The 2020 COLA took effect with the January 2020 payment, which most SSDI recipients received in early January based on their scheduled payment date. SSA sends COLA notices in December of the prior year, so most recipients would have received written notification of their new benefit amount in late 2019.
SSDI recipients are paid on a Wednesday schedule based on their birth date:
The COLA applied to whichever payment came first in January 2020 for each recipient.
The COLA doesn't exist in isolation. Several other program thresholds also adjust each year alongside benefits — and the 2020 adjustment brought changes to those figures as well.
Substantial Gainful Activity (SGA): In 2020, the SGA threshold — the monthly earnings limit for non-blind SSDI recipients — rose to $1,260 (up from $1,220 in 2019). Earning above this amount while receiving SSDI can trigger a review of continued eligibility. For statutorily blind recipients, the 2020 SGA threshold was $2,110.
Trial Work Period (TWP): The monthly earnings amount that counts as a trial work period month also adjusted to $910 in 2020.
These thresholds matter because someone who returns to work while receiving SSDI needs to understand where their earnings fall relative to these limits. They shift with the COLA cycle, so checking the current-year figures directly with SSA is always the right move. 💡
Yes — the same 1.6% COLA applied to Supplemental Security Income (SSI) payments in 2020 as well. However, SSDI and SSI are different programs with different payment structures.

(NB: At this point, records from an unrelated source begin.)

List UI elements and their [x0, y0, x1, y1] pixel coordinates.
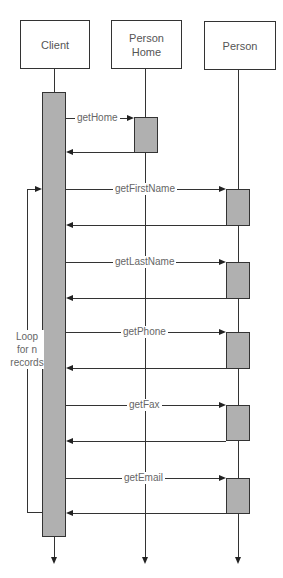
loop-label-line2: for n: [17, 344, 37, 355]
activation-person-getemail: [226, 478, 250, 514]
participant-client: Client: [20, 20, 90, 69]
return-getfax-line: [72, 441, 226, 442]
message-gethome-arrow-icon: [127, 115, 134, 121]
return-getfirstname-line: [72, 225, 226, 226]
return-getphone-line: [72, 368, 226, 369]
participant-person-label: Person: [223, 39, 258, 53]
message-getemail-label: getEmail: [122, 472, 165, 484]
activation-person-getlastname: [226, 262, 250, 299]
lifeline-client-bottom: [54, 536, 55, 558]
participant-client-label: Client: [41, 38, 69, 52]
message-getphone-arrow-icon: [219, 329, 226, 335]
activation-person-getphone: [226, 332, 250, 369]
loop-label: Loop for n records: [10, 330, 44, 369]
lifeline-client-top: [54, 69, 55, 92]
message-getlastname-arrow-icon: [219, 259, 226, 265]
loop-bracket-arrow-icon: [35, 186, 42, 192]
return-getphone-arrow-icon: [66, 365, 73, 371]
participant-person-home: Person Home: [111, 20, 182, 69]
lifeline-person-end-arrow-icon: [235, 557, 241, 564]
return-getlastname-arrow-icon: [66, 295, 73, 301]
return-getemail-line: [72, 513, 226, 514]
return-getfirstname-arrow-icon: [66, 222, 73, 228]
message-getfirstname-label: getFirstName: [113, 183, 177, 195]
message-getemail-arrow-icon: [219, 475, 226, 481]
activation-client: [42, 92, 66, 537]
message-getfax-label: getFax: [127, 399, 162, 411]
activation-person-getfax: [226, 405, 250, 441]
participant-person-home-label-line1: Person: [129, 32, 164, 44]
participant-person-home-label-line2: Home: [132, 46, 161, 58]
activation-person-getfirstname: [226, 189, 250, 226]
message-getlastname-label: getLastName: [113, 256, 176, 268]
message-getfirstname-arrow-icon: [219, 186, 226, 192]
message-getphone-label: getPhone: [121, 326, 168, 338]
return-gethome-line: [72, 152, 134, 153]
participant-person: Person: [204, 21, 276, 70]
loop-bracket-bottom: [27, 512, 42, 513]
loop-label-line1: Loop: [16, 331, 38, 342]
return-getlastname-line: [72, 298, 226, 299]
return-getfax-arrow-icon: [66, 438, 73, 444]
message-gethome-label: getHome: [75, 112, 120, 124]
activation-person-home-gethome: [134, 117, 158, 153]
lifeline-person-home-end-arrow-icon: [142, 557, 148, 564]
return-gethome-arrow-icon: [66, 149, 73, 155]
lifeline-client-end-arrow-icon: [51, 557, 57, 564]
message-getfax-arrow-icon: [219, 402, 226, 408]
return-getemail-arrow-icon: [66, 510, 73, 516]
participant-person-home-label: Person Home: [129, 31, 164, 59]
loop-label-line3: records: [10, 357, 43, 368]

Some people receive both SSDI and SSI simultaneously — known as concurrent benefits — when their SSDI amount is low enough that SSI fills the gap. For those recipients, both payments adjusted in January 2020, though the interaction between the two programs involves income and resource rules that affect how much SSI someone actually receives.
The 1.6% rate was uniform — but what it meant for any given recipient depended on factors specific to their situation:
That last point — Medicare premiums — is one most recipients don't anticipate. 🔍 In years when Medicare Part B premiums rise significantly, the net effect of a COLA on take-home benefit amounts can be smaller than the headline percentage suggests. In 2020, the Part B premium increased modestly, but the interaction still affected recipients differently depending on whether they paid that premium out of pocket or had it deducted from their check.
The 2020 COLA was a fixed, published number — 1.6% — applied consistently across the SSDI program. But what that increase actually meant in dollars, how it interacted with Medicare costs, and whether it changed anything meaningful about someone's financial picture depended entirely on their individual benefit amount, their enrollment in other programs, and their broader circumstances.
The mechanics of any given COLA are straightforward once you know the rules. Applying those rules to a specific payment history and benefit situation is a different matter — and one where the details of a person's own record are the only thing that gives an accurate answer.